My reader of RSS threads. I keep reading about one hundred RSS threads. You bet I am very organized for efficiency! BlogLines Beta version is really up to the task.
Opera is clearly my prefered browser (even if I also test web sites with IE, Firefox, Chrome, Safari). I simply love: mouse moves control, excellent tab management, the new version alpha-10 spelling checker.
It’s been years that I always use GNU-Emacs for file edition (be it for text files, CSS, HTML or PHP). You need to have a driver’s license for it: so many impossible commands. But it’s so powerful. Some people may want to look into VI instead. But I use GNU-Emacs for 100% of my CSS file editing.
The perfect MS-Office replacement. But it is not often used when preparing a web site. More geared toward written/printed communication and data crunching.
Software rpogram to develop web sites/pages. Even if this is an old version, I keep it for two reasons: a very good Wysiwyg, template management that is bordering on magically excellent.
Even press representatives, to interview you or to request a quote.

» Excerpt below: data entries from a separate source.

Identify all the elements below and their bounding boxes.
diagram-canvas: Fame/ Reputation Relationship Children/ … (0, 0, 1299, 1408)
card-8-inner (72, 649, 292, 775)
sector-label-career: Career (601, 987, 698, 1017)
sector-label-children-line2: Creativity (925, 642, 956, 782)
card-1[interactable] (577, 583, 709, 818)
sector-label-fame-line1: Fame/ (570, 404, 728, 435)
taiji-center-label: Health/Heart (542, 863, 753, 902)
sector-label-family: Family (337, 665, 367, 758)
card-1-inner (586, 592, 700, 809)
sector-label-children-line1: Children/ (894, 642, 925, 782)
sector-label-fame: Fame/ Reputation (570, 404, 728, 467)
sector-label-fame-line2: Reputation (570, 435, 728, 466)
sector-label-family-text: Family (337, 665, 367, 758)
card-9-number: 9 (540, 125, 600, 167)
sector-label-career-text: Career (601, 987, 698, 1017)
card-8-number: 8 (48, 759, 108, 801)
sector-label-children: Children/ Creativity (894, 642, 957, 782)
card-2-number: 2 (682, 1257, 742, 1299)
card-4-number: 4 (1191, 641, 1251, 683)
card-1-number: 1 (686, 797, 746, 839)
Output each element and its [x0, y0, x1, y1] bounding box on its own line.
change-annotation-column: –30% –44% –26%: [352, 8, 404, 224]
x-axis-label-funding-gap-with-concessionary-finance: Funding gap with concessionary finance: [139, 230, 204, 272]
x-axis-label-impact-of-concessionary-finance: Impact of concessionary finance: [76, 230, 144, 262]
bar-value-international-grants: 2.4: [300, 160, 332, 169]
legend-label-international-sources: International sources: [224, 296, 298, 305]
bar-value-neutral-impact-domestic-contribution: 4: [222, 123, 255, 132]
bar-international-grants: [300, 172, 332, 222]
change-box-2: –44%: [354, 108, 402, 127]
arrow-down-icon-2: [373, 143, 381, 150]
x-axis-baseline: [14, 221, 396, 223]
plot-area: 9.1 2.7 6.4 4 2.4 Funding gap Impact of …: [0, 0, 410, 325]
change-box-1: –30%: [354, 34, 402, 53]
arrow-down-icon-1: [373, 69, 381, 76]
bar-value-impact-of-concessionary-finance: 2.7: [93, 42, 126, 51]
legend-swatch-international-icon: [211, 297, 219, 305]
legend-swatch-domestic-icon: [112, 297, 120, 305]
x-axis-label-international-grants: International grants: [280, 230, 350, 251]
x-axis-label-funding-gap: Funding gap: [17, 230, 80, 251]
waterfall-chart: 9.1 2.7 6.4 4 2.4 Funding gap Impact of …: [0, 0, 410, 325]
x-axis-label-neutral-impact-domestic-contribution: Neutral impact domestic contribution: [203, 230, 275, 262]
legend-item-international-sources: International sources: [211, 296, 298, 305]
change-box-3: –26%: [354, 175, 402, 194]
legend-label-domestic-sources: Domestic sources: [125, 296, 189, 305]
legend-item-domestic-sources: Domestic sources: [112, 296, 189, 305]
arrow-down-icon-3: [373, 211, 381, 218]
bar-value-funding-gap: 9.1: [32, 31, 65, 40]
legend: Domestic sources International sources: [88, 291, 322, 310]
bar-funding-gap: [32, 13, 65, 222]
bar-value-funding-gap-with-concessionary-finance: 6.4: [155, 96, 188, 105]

You don’t want to miss any of these opportunities, but don’t put your email address on the site (it would only invite spam in your mailbox). Create a contact form.
When you create a web site which is not in the web’s lingua franca, English, you had better show it clearly in the HTML code of the web site. With the arrival of more and more web browsers using this information (at least since Firefox 1.0, Mozilla 1.7.2, Netscape 8.0 & Opera 8.0.2), the sites which are not correctly set up from this point of view become more and more difficult to use by their visitors.
It’s easy to correct your own web site. For a French-speaking web site, you just have to enter the following code:
<HTML LANG="fr">
The language code to be used comes from the ISO 639 standard. But the RFC 1766 also authorizes the use of a sub-code like in:
<HTML LANG="fr-FR">
This leads to an extended version of much better quality also indicating the direction of writing :
<HTML DIR="ltr" LANG="fr-FR">
From this point, to use this information as best as you can, au mieux, you can check the following article from W3C titled “Styling using the lang attribute“.
It’s cleaner (myname.com is better than myname.wordpress.com or myname.blogspot.com). It’s easier on your visitors (less typing). It’s cheap (between 10 and 15 USD per year, or even less). And it’s a central part of a minimalist branding strategy: Making sure that you get actual recognition on your site name.
First, take 10 minutes to start checking a few possible domain names. Then, use the export-import feature of your original blog to transfer 99% of the exiting contents.
Optional recommendation: Use Gandi.net. This French service provider is among the least expensive. Visibly very apt technically, too. And this is free support I give them: I won’t earn anything out of it; But they manage all the domain names I create.